What the Idolaters Got Right - Reservoir Church
Image Map
Image Map

What the Idolaters Got Right

August 9, 2018

Seeking a God Within Reach

In my tradition’s sacred texts, one of the things that most sets God off is idolatry, the worship of things or persons that are not the one God. Abraham’s children developed religion and culture in an area where most people worshipped many gods. These gods were invisible spiritual beings governing the forces that most dominated their lives: rain, crops, children, and conflicts. Earlier human cultures were perhaps better in touch with just how terrifying life can be. Too much or too little rain, too few or too many children, the moods and ambitions of local rulers – life or death, poverty or flourishing rode on these things, all of which were absolutely out of your control. It’s no wonder you’d want to enlist some help from above.

In come the idols. Idols were physical images of invisible spiritual beings, representations you could venerate, and use to give focus to your prayers for help. They brought the spiritual close to you, right into your home.

Archaeological evidence seems to indicate that the practice of making and keeping idols was very common, not just in the surrounding Ancient Near East, but amongst Abraham’s children as well: the spiritual and sometimes biological ancestors of today’s Jews and Christians and Muslims. So the scriptures’ crusade against idols isn’t targeting surrounding nations so much as it is these children of Abraham. They voice a frustration on the part of a living God that people are so drawn to these idols – partly because they are rivals to people’s devotion, but largely because they simply do not work.

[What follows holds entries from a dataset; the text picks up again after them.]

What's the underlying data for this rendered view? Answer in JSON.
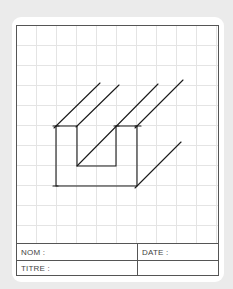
{
  "title_block": {
    "nom_label": "NOM :",
    "date_label": "DATE :",
    "titre_label": "TITRE :",
    "nom_value": "",
    "date_value": "",
    "titre_value": ""
  },
  "drawing": {
    "description": "Isometric sketch of a U-shaped channel extrusion on grid paper",
    "grid_spacing_px": 20,
    "stroke_color": "#1a1a1a"
  },
  "colors": {
    "page_background": "#ebebeb",
    "card_background": "#ffffff",
    "border": "#555555",
    "grid": "#e4e4e4"
  }
}
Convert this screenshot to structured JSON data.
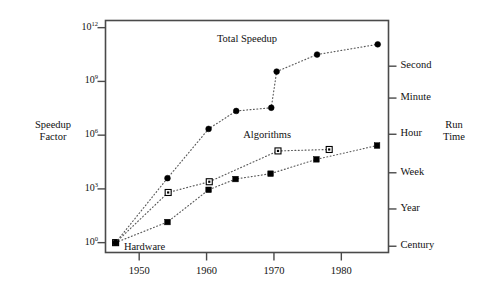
{
  "chart_data": {
    "type": "scatter",
    "title": "",
    "subtitle": "",
    "xlabel": "",
    "ylabel": "Speedup\nFactor",
    "ylabel_line1": "Speedup",
    "ylabel_line2": "Factor",
    "y2label_line1": "Run",
    "y2label_line2": "Time",
    "grid": false,
    "legend_position": "inline-annotations",
    "xlim": [
      1945,
      1987
    ],
    "ylim_log10": [
      -0.55,
      12.4
    ],
    "yscale": "log",
    "xticks": [
      1950,
      1960,
      1970,
      1980
    ],
    "xtick_labels": [
      "1950",
      "1960",
      "1970",
      "1980"
    ],
    "yticks_log10": [
      0,
      3,
      6,
      9,
      12
    ],
    "ytick_labels": [
      "10⁰",
      "10³",
      "10⁶",
      "10⁹",
      "10¹²"
    ],
    "ytick_mantissa": [
      "10",
      "10",
      "10",
      "10",
      "10"
    ],
    "ytick_exponent": [
      "0",
      "3",
      "6",
      "9",
      "12"
    ],
    "right_axis_label": "Run Time",
    "right_ticks": [
      {
        "label": "Second",
        "y_log10": 9.85
      },
      {
        "label": "Minute",
        "y_log10": 8.07
      },
      {
        "label": "Hour",
        "y_log10": 6.05
      },
      {
        "label": "Week",
        "y_log10": 3.9
      },
      {
        "label": "Year",
        "y_log10": 1.88
      },
      {
        "label": "Century",
        "y_log10": -0.2
      }
    ],
    "series": [
      {
        "name": "Hardware",
        "marker": "filled-square",
        "label_x": 1950.8,
        "label_y_log10": -0.3,
        "points": [
          {
            "x": 1946.5,
            "y_log10": 0.0
          },
          {
            "x": 1954.2,
            "y_log10": 1.15
          },
          {
            "x": 1960.3,
            "y_log10": 2.95
          },
          {
            "x": 1964.3,
            "y_log10": 3.55
          },
          {
            "x": 1969.5,
            "y_log10": 3.85
          },
          {
            "x": 1976.3,
            "y_log10": 4.65
          },
          {
            "x": 1985.3,
            "y_log10": 5.42
          }
        ]
      },
      {
        "name": "Algorithms",
        "marker": "open-square",
        "label_x": 1969.0,
        "label_y_log10": 5.95,
        "points": [
          {
            "x": 1946.5,
            "y_log10": 0.0
          },
          {
            "x": 1954.3,
            "y_log10": 2.8
          },
          {
            "x": 1960.4,
            "y_log10": 3.4
          },
          {
            "x": 1970.6,
            "y_log10": 5.12
          },
          {
            "x": 1978.2,
            "y_log10": 5.2
          }
        ]
      },
      {
        "name": "Total Speedup",
        "marker": "filled-circle",
        "label_x": 1966.0,
        "label_y_log10": 11.3,
        "points": [
          {
            "x": 1946.5,
            "y_log10": 0.0
          },
          {
            "x": 1954.2,
            "y_log10": 3.6
          },
          {
            "x": 1960.3,
            "y_log10": 6.35
          },
          {
            "x": 1964.4,
            "y_log10": 7.35
          },
          {
            "x": 1969.6,
            "y_log10": 7.53
          },
          {
            "x": 1970.4,
            "y_log10": 9.55
          },
          {
            "x": 1976.4,
            "y_log10": 10.5
          },
          {
            "x": 1985.4,
            "y_log10": 11.07
          }
        ]
      }
    ],
    "annotations": [
      {
        "text": "Total Speedup",
        "series": "Total Speedup"
      },
      {
        "text": "Algorithms",
        "series": "Algorithms"
      },
      {
        "text": "Hardware",
        "series": "Hardware"
      }
    ]
  },
  "colors": {
    "axis": "#4a4a4a",
    "marker": "#000000",
    "line": "#5a5a5a",
    "text": "#111111",
    "background": "#ffffff"
  }
}
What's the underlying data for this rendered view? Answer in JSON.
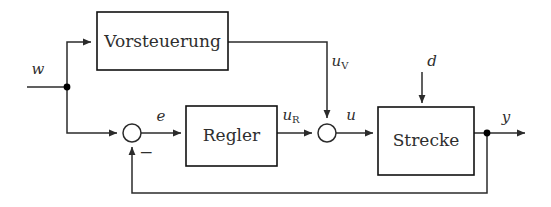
{
  "diagram": {
    "kind": "control-block-diagram",
    "language": "de",
    "background_color": "#ffffff",
    "line_color": "#2b2b2b",
    "box_border_color": "#111111",
    "text_color": "#2e2e2e",
    "blocks": [
      {
        "id": "vorsteuerung",
        "label": "Vorsteuerung",
        "x": 97,
        "y": 12,
        "width": 131,
        "height": 58
      },
      {
        "id": "regler",
        "label": "Regler",
        "x": 186,
        "y": 106,
        "width": 91,
        "height": 60
      },
      {
        "id": "strecke",
        "label": "Strecke",
        "x": 378,
        "y": 107,
        "width": 96,
        "height": 68
      }
    ],
    "junctions": [
      {
        "id": "sum-error",
        "cx": 132,
        "cy": 133,
        "r": 9
      },
      {
        "id": "sum-control",
        "cx": 327,
        "cy": 133,
        "r": 9
      }
    ],
    "nodes": [
      {
        "id": "branch-w",
        "cx": 67,
        "cy": 87,
        "r": 3.2
      },
      {
        "id": "branch-y",
        "cx": 487,
        "cy": 133,
        "r": 3.2
      }
    ],
    "signals": [
      {
        "id": "w",
        "base": "w",
        "sub": "",
        "x": 38,
        "y": 70
      },
      {
        "id": "e",
        "base": "e",
        "sub": "",
        "x": 161,
        "y": 117
      },
      {
        "id": "uR",
        "base": "u",
        "sub": "R",
        "x": 291,
        "y": 116
      },
      {
        "id": "uV",
        "base": "u",
        "sub": "V",
        "x": 340,
        "y": 62
      },
      {
        "id": "u",
        "base": "u",
        "sub": "",
        "x": 351,
        "y": 116
      },
      {
        "id": "d",
        "base": "d",
        "sub": "",
        "x": 432,
        "y": 62
      },
      {
        "id": "y",
        "base": "y",
        "sub": "",
        "x": 506,
        "y": 118
      }
    ],
    "minus_sign": {
      "text": "−",
      "x": 146,
      "y": 153
    }
  }
}
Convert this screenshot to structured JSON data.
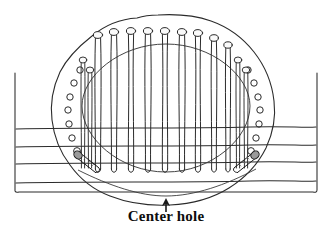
{
  "figure": {
    "type": "technical-line-drawing",
    "title": "",
    "caption": "Center hole",
    "annotation": {
      "label": "Center hole",
      "arrow": "up-arrow-icon",
      "arrow_points_to": "bottom edge of blob outline",
      "arrow_x": 166,
      "arrow_tip_y": 199,
      "arrow_tail_y": 212
    },
    "colors": {
      "ink": "#1a1a1a",
      "line": "#2b2b2b",
      "hatch": "#555555",
      "paper": "#ffffff",
      "pin_fill": "#f2f2f2",
      "pin_shade": "#8a8a8a"
    },
    "elements": {
      "frame": {
        "name": "ruled-frame",
        "description": "open-top rectangular box with four horizontal ruled lines",
        "left_x": 14,
        "right_x": 318,
        "top_y": 72,
        "bottom_y": 192,
        "rule_ys": [
          128,
          146,
          163,
          182
        ]
      },
      "blob": {
        "name": "irregular-blob-outline",
        "description": "hand drawn irregular closed outline (mold/pattern)",
        "center_x": 166,
        "center_y": 110,
        "width": 220,
        "height": 190
      },
      "inner_oval": {
        "name": "inner-oval-outline",
        "description": "inner oval/dome boundary inside the blob",
        "center_x": 166,
        "center_y": 108,
        "rx": 86,
        "ry": 72
      },
      "pins": {
        "name": "vertical-pin",
        "count": 9,
        "description": "vertical pins with round heads at top and rounded tips at bottom",
        "head_radius": 3.4,
        "top_ys": [
          35,
          32,
          31,
          31,
          31,
          32,
          33,
          38,
          45
        ],
        "bottom_y": 172,
        "xs": [
          98,
          114,
          131,
          148,
          165,
          182,
          198,
          214,
          228
        ]
      },
      "side_pins": {
        "name": "side-pin",
        "count": 4,
        "description": "short pins near left and right arcs",
        "items": [
          {
            "x": 83,
            "top_y": 60,
            "bottom_y": 170
          },
          {
            "x": 90,
            "top_y": 70,
            "bottom_y": 170
          },
          {
            "x": 238,
            "top_y": 60,
            "bottom_y": 170
          },
          {
            "x": 246,
            "top_y": 70,
            "bottom_y": 170
          }
        ]
      },
      "diagonal_pins": {
        "name": "diagonal-pin",
        "count": 2,
        "description": "two angled pins with shaded heads at lower left and lower right",
        "items": [
          {
            "head_x": 78,
            "head_y": 155,
            "tip_x": 97,
            "tip_y": 170
          },
          {
            "head_x": 255,
            "head_y": 155,
            "tip_x": 236,
            "tip_y": 170
          }
        ]
      },
      "holes_left": {
        "name": "hole-circle",
        "count": 7,
        "description": "small circular holes in an arc down the left side",
        "points": [
          {
            "x": 80,
            "y": 70,
            "r": 3.2
          },
          {
            "x": 74,
            "y": 83,
            "r": 3.2
          },
          {
            "x": 70,
            "y": 97,
            "r": 3.2
          },
          {
            "x": 68,
            "y": 110,
            "r": 3.2
          },
          {
            "x": 69,
            "y": 124,
            "r": 3.2
          },
          {
            "x": 72,
            "y": 138,
            "r": 3.2
          },
          {
            "x": 77,
            "y": 151,
            "r": 3.4
          }
        ]
      },
      "holes_right": {
        "name": "hole-circle",
        "count": 7,
        "points": [
          {
            "x": 248,
            "y": 70,
            "r": 3.2
          },
          {
            "x": 254,
            "y": 83,
            "r": 3.2
          },
          {
            "x": 258,
            "y": 97,
            "r": 3.2
          },
          {
            "x": 260,
            "y": 110,
            "r": 3.2
          },
          {
            "x": 259,
            "y": 124,
            "r": 3.2
          },
          {
            "x": 256,
            "y": 138,
            "r": 3.2
          },
          {
            "x": 251,
            "y": 151,
            "r": 3.4
          }
        ]
      }
    }
  }
}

So perhaps the idolaters got some things wrong. At least according to the scriptures, they misunderstood the nature of God and sunk time and resources into spiritual practice that didn’t deliver what they were hoping for.

But I’m struck by what they got right as well. They wanted an experience of a divine being that didn’t just live beyond their reach. They wanted worship to engage their lived experience more than their theoretical understanding. And they wanted spirituality that could speak to their fears and actually help.

I’m pretty sympathetic to those wants and needs. Like yours, my world has its troubles. This past week, a friend told me he relapsed out of recovery and into addiction. Our president made me want to vomit. I thought about my three children in secondary school and how I’m not sure how in the world they’ll afford higher education. Two different friends reminded me that the human race isn’t doing all that great at ensuring the survival of our species. My own instinct in this is also to reach for something that offers more escape and distraction than it does presence and help.

I too want faith and practice that can make some sense out of this chaos, and build in me greater hope and courage in these times. If nothing else, I’d love to know that I’m not alone.

Like the idolaters, I want the divine brought close. I want a god in a body

The Embodiment of the Invisible God

And my tradition tells me that is just what I have. One of my favorite lines about Jesus comes from a first century letter, known by the city of the people who first read it. It says, “Jesus is the image of the invisible God.” Jesus is the “idol” we’ve been looking for, with the twist being both that he is the real deal and is also not made out of wood or stone. Jesus is God in a body, just like ours. So a faith that has anything to do with Jesus is going to also be embodiedholistic, engaged with the totality of human experience, reckoning with the specificity of our minds and bodies and cultures and communities.

The implications of this are manifold and stunning. But I’ll wrap up with three that I’ve been unpacking and enjoying and finding helpful myself

Embodied faith affirms the created good of all the material world, myself and all the people and things I love and hate included. Not only can I hope there was a personal spiritual force behind the big bang and evolution and however else all the elements combined to make blood, sweat, tears, and all the other stuff of my universe. But I can also trust that all of it is good enough, and interesting enough, and important enough to be worth an in-person visit and ongoing commitment from the God above, behind, and beneath it all. All of it, all of us, matters. And at some fundamental level, it’s all good.

Embodied faith also steers me toward flourishing relationships and grows my capacity for them as well. If people, let alone all other living and non-living things on earth, are of deep value, than I’m incentivized to act as if this is so. My neighbor, my child, my spouse, my brother, my enemy – they are all connected to me and they all matter. I want to live in love and at peace with them, whatever challenges that provokes. It also just so happens that God, on that embodied Jesus field trip, has given me access to all kinds of teaching and practice of love and compassion and truth telling and boundaries and more that might give me a shot at connecting well with others, and staying connected.  

And embodied faith tells me God is with me always, in all places and in all things. In all the chaos of my life circumstances, some of which I’m mentioned here, I think my deepest fear isn’t that it will be hard, but that I will be helpless and alone. God in a body says to me that God is close at hand, that God suffers and rejoices along with me in life, walking through it all in solidarity and in love.